"It is only a request, my dear! I wish for your own sake that you would have as little as possible to do with that young Dunlop."
There was an appreciable interval of silence. Rose stared hard at the fire. Her father added, "Of course, I do not wish you to do anything unreasonable."
"I am sure of that," said the girl softly, "nor anything unkind."
The gentleman stirred a little uneasily in his chair. "You must remember," he said, "that the greatest unkindness one can do another is to encourage false hopes in him."
"How would you like me to treat him?"
"Oh, my dear child, I can't tell. You know perfectly well yourself. Be preoccupied, absent-minded, indifferent, when he comes. Make him repeat what he says, and then answer him at random. Look as though you had a thousand things to distract your attention, and treat him as though he were the chair on which he is sitting."
"And you think that would be an ample and delicate return for the countless kindnesses shown me by himself, and his people last summer?"
"Oh, hang himself and his people!" was the Commodore's mental comment. Aloud he said, "Well, the young fellow could hardly leave you to perish under the horse's heels. What he did was only common decency."

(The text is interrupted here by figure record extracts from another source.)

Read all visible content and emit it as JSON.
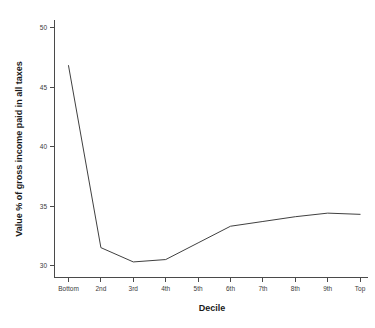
{
  "chart_data": {
    "type": "line",
    "title": "",
    "subtitle": "",
    "xlabel": "Decile",
    "ylabel": "Value % of gross income paid in all taxes",
    "categories": [
      "Bottom",
      "2nd",
      "3rd",
      "4th",
      "5th",
      "6th",
      "7th",
      "8th",
      "9th",
      "Top"
    ],
    "series": [
      {
        "name": "Value % of gross income paid in all taxes",
        "values": [
          46.8,
          31.5,
          30.3,
          30.5,
          31.9,
          33.3,
          33.7,
          34.1,
          34.4,
          34.3
        ],
        "color": "#404040"
      }
    ],
    "ylim": [
      28.8,
      50.8
    ],
    "xlim": [
      0,
      9
    ],
    "yticks": [
      30,
      35,
      40,
      45,
      50
    ],
    "ytick_labels": [
      "30",
      "35",
      "40",
      "45",
      "50"
    ],
    "xtick_labels": [
      "Bottom",
      "2nd",
      "3rd",
      "4th",
      "5th",
      "6th",
      "7th",
      "8th",
      "9th",
      "Top"
    ],
    "grid": false,
    "legend": false,
    "legend_position": "none",
    "annotations": []
  },
  "axes": {
    "y_axis_title": "Value % of gross income paid in all taxes",
    "x_axis_title": "Decile"
  },
  "colors": {
    "line": "#404040",
    "axis": "#4a4a4a",
    "text": "#1a1a1a",
    "tick_text": "#3a3a3a",
    "background": "#ffffff"
  }
}
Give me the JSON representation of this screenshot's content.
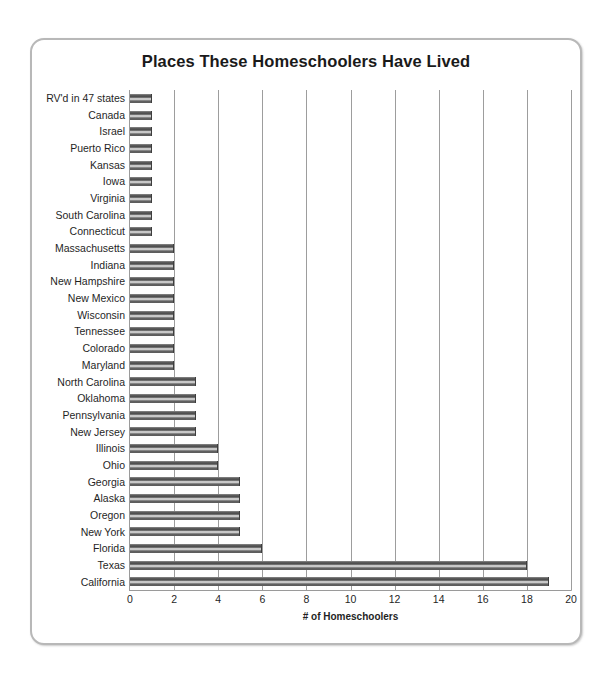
{
  "chart_data": {
    "type": "bar",
    "orientation": "horizontal",
    "title": "Places These Homeschoolers Have Lived",
    "xlabel": "# of Homeschoolers",
    "ylabel": "",
    "xlim": [
      0,
      20
    ],
    "xticks": [
      0,
      2,
      4,
      6,
      8,
      10,
      12,
      14,
      16,
      18,
      20
    ],
    "grid": true,
    "legend": null,
    "categories": [
      "RV'd in 47 states",
      "Canada",
      "Israel",
      "Puerto Rico",
      "Kansas",
      "Iowa",
      "Virginia",
      "South Carolina",
      "Connecticut",
      "Massachusetts",
      "Indiana",
      "New Hampshire",
      "New Mexico",
      "Wisconsin",
      "Tennessee",
      "Colorado",
      "Maryland",
      "North Carolina",
      "Oklahoma",
      "Pennsylvania",
      "New Jersey",
      "Illinois",
      "Ohio",
      "Georgia",
      "Alaska",
      "Oregon",
      "New York",
      "Florida",
      "Texas",
      "California"
    ],
    "values": [
      1,
      1,
      1,
      1,
      1,
      1,
      1,
      1,
      1,
      2,
      2,
      2,
      2,
      2,
      2,
      2,
      2,
      3,
      3,
      3,
      3,
      4,
      4,
      5,
      5,
      5,
      5,
      6,
      18,
      19
    ],
    "bar_color": "#6a6a6a"
  },
  "frame": {
    "border_color": "#b8b8b8"
  }
}
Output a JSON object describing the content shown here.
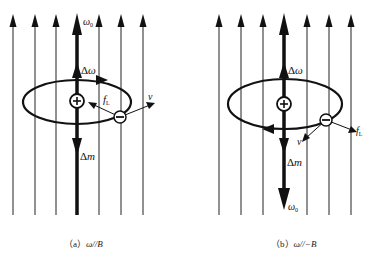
{
  "figure": {
    "panels": [
      {
        "id": "a",
        "caption_prefix": "（a）",
        "caption_math": "ω//B",
        "labels": {
          "omega0": "ω0",
          "delta_omega": "Δω",
          "force": "fL",
          "velocity": "v",
          "delta_m": "Δm",
          "nucleus": "+",
          "electron": "−"
        }
      },
      {
        "id": "b",
        "caption_prefix": "（b）",
        "caption_math": "ω//−B",
        "labels": {
          "omega0": "ω0",
          "delta_omega": "Δω",
          "force": "fL",
          "velocity": "v",
          "delta_m": "Δm",
          "nucleus": "+",
          "electron": "−"
        }
      }
    ],
    "colors": {
      "ink": "#111111",
      "background": "#ffffff"
    }
  }
}
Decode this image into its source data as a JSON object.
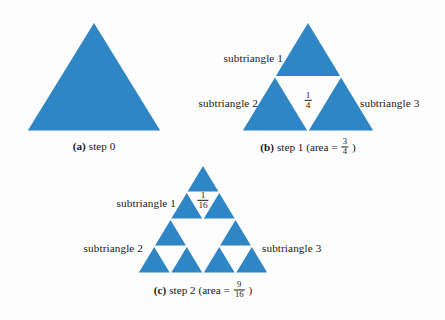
{
  "figure": {
    "background_color": "#fdfdfd",
    "fill_color": "#2f86c5",
    "text_color": "#1a1a1a"
  },
  "panels": [
    {
      "id": "panel-a",
      "tag": "(a)",
      "caption_text": "step 0",
      "caption_area_prefix": "",
      "depth": 0,
      "geometry": {
        "apex_x": 94,
        "apex_y": 22,
        "base_y": 131,
        "half_width": 67
      },
      "caption_pos": {
        "x": 94,
        "y": 146
      },
      "labels": [],
      "fractions": []
    },
    {
      "id": "panel-b",
      "tag": "(b)",
      "caption_text": "step 1 (area =",
      "caption_area_numerator": "3",
      "caption_area_denominator": "4",
      "caption_suffix": ")",
      "depth": 1,
      "geometry": {
        "apex_x": 308,
        "apex_y": 22,
        "base_y": 131,
        "half_width": 66
      },
      "caption_pos": {
        "x": 308,
        "y": 147
      },
      "labels": [
        {
          "name": "subtriangle-1",
          "text": "subtriangle 1",
          "x": 283,
          "y": 58,
          "anchor": "right"
        },
        {
          "name": "subtriangle-2",
          "text": "subtriangle 2",
          "x": 258,
          "y": 103,
          "anchor": "right"
        },
        {
          "name": "subtriangle-3",
          "text": "subtriangle 3",
          "x": 360,
          "y": 103,
          "anchor": "left"
        }
      ],
      "fractions": [
        {
          "name": "area-fraction-quarter",
          "numerator": "1",
          "denominator": "4",
          "x": 308,
          "y": 101
        }
      ]
    },
    {
      "id": "panel-c",
      "tag": "(c)",
      "caption_text": "step 2 (area =",
      "caption_area_numerator": "9",
      "caption_area_denominator": "16",
      "caption_suffix": ")",
      "depth": 2,
      "geometry": {
        "apex_x": 203,
        "apex_y": 165,
        "base_y": 273,
        "half_width": 65
      },
      "caption_pos": {
        "x": 203,
        "y": 290
      },
      "labels": [
        {
          "name": "subtriangle-1",
          "text": "subtriangle 1",
          "x": 176,
          "y": 203,
          "anchor": "right"
        },
        {
          "name": "subtriangle-2",
          "text": "subtriangle 2",
          "x": 143,
          "y": 248,
          "anchor": "right"
        },
        {
          "name": "subtriangle-3",
          "text": "subtriangle 3",
          "x": 262,
          "y": 248,
          "anchor": "left"
        }
      ],
      "fractions": [
        {
          "name": "area-fraction-sixteenth",
          "numerator": "1",
          "denominator": "16",
          "x": 203,
          "y": 201
        }
      ]
    }
  ]
}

"Then, perhaps, it would be as well to treat him with common decency. Don't you think that desirable quality is omitted from your course of treatment?" Her tones were those of caressing gentleness, but the flame of the firelight was not more red than the cheek on which it gleamed.
"Why, bless me, Rose, I don't want you to give him the cut direct. There is no need to put him either in paradise or the inferno. Better adopt a happy medium."